Begin by doubting.
Descartes resolves to reject as false anything open to the least doubt, in order to discover whether any belief is wholly beyond question.
Understand in about 5 minutes
Descartes sets aside every uncertain belief and rebuilds knowledge from a single certainty discovered by his own reason.
Mind Map
Core Message
Descartes resolves to reject as false anything open to the least doubt, in order to discover whether any belief is wholly beyond question.
He reduces inquiry to a few firm precepts: accept only what is clear and distinct, divide problems, proceed from the simple to the complex, and review completely.
Even while supposing all else false, he finds that he who thinks must exist, and takes this as the first certain principle.
Good sense, the power of judging truly, is by nature equal in all; what divides people is how they direct it, not how much they possess.
Summary
The Discourse opens with the claim that good sense is shared equally among all people. What separates minds is not the amount of reason they hold but the paths along which they conduct their thoughts, and the prime requisite is to apply reason rightly.
Dissatisfied with the learning he received, Descartes describes resolving to sweep away the opinions he had accepted on trust. Rather than reform others or the state, he undertakes only to rebuild the foundation of his own beliefs.
He compresses his procedure into four precepts: to accept nothing as true that is not clearly and distinctly known, to divide each difficulty into parts, to proceed in order from the simplest objects to the more complex, and to make enumerations so complete that nothing is omitted.
Because suspending all judgment would leave him unable to act, he adopts a provisional code of morals: to obey the laws and customs of his country, to be firm and resolute once a course is chosen, and to master himself rather than fortune, changing his desires rather than the order of the world.
Turning to metaphysics, he rejects everything doubtful and finds that the one thing he cannot doubt is that he who thinks must exist. From this he concludes that the mind, whose essence is thinking, is distinct from the body, and proceeds to argue from his idea of perfection to the existence of God.
Key Concepts
Descartes deliberately rejects every belief open to the least doubt to test what remains certain.
It clears away inherited opinion so knowledge can rest on a secure foundation.
Inquiry is governed by clarity, division of difficulties, ordered progress, and complete review.
It gives reason a disciplined procedure rather than leaving it to habit and chance.
Even while doubting everything, the one who thinks must exist.
It supplies the first certain principle on which the rest is built.
Mental Models
Tear down beliefs taken on trust and reconstruct them on a foundation you have examined yourself.
It separates what you genuinely know from what you merely inherited.
Affirm only what the mind perceives so clearly and distinctly as to leave no ground for doubt.
It gives a working standard for deciding what to accept as true.
Change your desires rather than the order of the world, since only your own thoughts lie fully in your power.
It directs effort toward what can actually be governed.
Selected Quotes
Good sense is, of all things among men, the most equally distributed
I see very clearly that in order to think it is necessary to exist
to endeavor always to conquer myself rather than fortune, and change my desires rather than the order of the world
Source
Source text: Project Gutenberg edition of Discourse on the Method by René Descartes.
HTML text: https://www.gutenberg.org/cache/epub/59/pg59-images.html
Project Gutenberg states that this ebook is for use at no cost with almost no restrictions in the United States and most other parts of the world, subject to local law.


• **Problem**
Within the material below, how many lines carry the word "name"? Answer with a single number.

• **The records**
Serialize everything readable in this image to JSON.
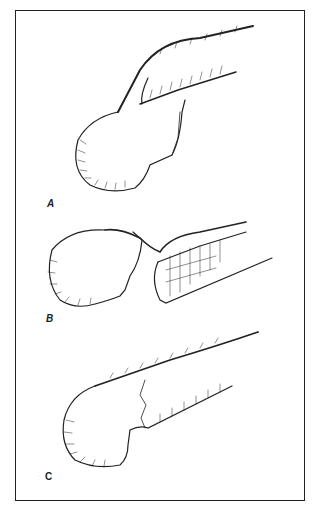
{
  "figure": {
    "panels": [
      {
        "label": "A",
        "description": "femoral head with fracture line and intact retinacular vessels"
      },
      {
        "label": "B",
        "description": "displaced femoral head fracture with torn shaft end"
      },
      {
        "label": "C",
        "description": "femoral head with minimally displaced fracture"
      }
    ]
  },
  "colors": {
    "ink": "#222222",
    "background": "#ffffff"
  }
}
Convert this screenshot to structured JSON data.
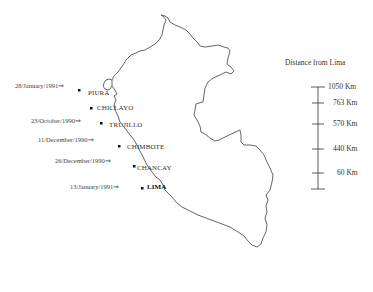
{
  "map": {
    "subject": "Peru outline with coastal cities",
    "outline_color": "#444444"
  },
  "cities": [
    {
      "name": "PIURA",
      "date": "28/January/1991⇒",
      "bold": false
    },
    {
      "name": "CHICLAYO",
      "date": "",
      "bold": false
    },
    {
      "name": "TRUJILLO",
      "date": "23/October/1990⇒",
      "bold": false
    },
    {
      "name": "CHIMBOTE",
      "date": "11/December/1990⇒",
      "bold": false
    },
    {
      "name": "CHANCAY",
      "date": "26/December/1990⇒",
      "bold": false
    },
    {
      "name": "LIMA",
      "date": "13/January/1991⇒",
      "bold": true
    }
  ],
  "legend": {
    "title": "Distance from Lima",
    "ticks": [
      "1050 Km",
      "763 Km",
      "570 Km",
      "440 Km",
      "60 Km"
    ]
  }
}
--
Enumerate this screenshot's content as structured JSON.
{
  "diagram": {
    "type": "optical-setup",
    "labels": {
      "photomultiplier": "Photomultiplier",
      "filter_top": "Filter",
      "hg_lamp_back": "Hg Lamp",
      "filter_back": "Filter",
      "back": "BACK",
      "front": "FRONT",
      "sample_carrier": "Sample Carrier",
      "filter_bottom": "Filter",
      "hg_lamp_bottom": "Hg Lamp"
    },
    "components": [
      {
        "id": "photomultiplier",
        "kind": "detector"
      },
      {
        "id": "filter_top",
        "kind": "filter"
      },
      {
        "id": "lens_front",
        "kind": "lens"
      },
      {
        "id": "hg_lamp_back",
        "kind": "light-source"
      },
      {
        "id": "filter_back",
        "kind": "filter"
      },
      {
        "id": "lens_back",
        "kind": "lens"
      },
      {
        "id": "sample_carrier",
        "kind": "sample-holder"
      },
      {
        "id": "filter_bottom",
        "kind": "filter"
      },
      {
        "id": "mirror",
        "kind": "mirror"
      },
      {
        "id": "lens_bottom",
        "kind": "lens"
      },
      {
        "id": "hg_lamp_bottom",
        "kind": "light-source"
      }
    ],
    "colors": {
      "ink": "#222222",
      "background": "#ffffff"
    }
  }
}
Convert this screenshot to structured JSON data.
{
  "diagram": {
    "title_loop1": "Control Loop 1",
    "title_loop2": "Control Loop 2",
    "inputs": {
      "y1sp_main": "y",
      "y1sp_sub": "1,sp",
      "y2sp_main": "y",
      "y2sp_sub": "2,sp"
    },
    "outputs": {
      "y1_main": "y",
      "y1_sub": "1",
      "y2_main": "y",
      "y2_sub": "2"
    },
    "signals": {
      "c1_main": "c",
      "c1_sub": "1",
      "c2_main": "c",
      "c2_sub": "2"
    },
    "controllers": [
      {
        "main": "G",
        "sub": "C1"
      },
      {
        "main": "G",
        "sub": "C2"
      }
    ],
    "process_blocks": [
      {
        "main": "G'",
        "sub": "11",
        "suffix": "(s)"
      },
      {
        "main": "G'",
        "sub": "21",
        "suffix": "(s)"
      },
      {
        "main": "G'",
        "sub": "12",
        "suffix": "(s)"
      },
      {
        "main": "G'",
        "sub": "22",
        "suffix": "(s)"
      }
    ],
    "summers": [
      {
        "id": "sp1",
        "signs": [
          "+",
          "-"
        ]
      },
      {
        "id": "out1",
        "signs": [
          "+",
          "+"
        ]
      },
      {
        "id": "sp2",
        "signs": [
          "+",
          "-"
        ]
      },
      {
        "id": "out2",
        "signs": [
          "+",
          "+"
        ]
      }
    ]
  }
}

• **Your response**
6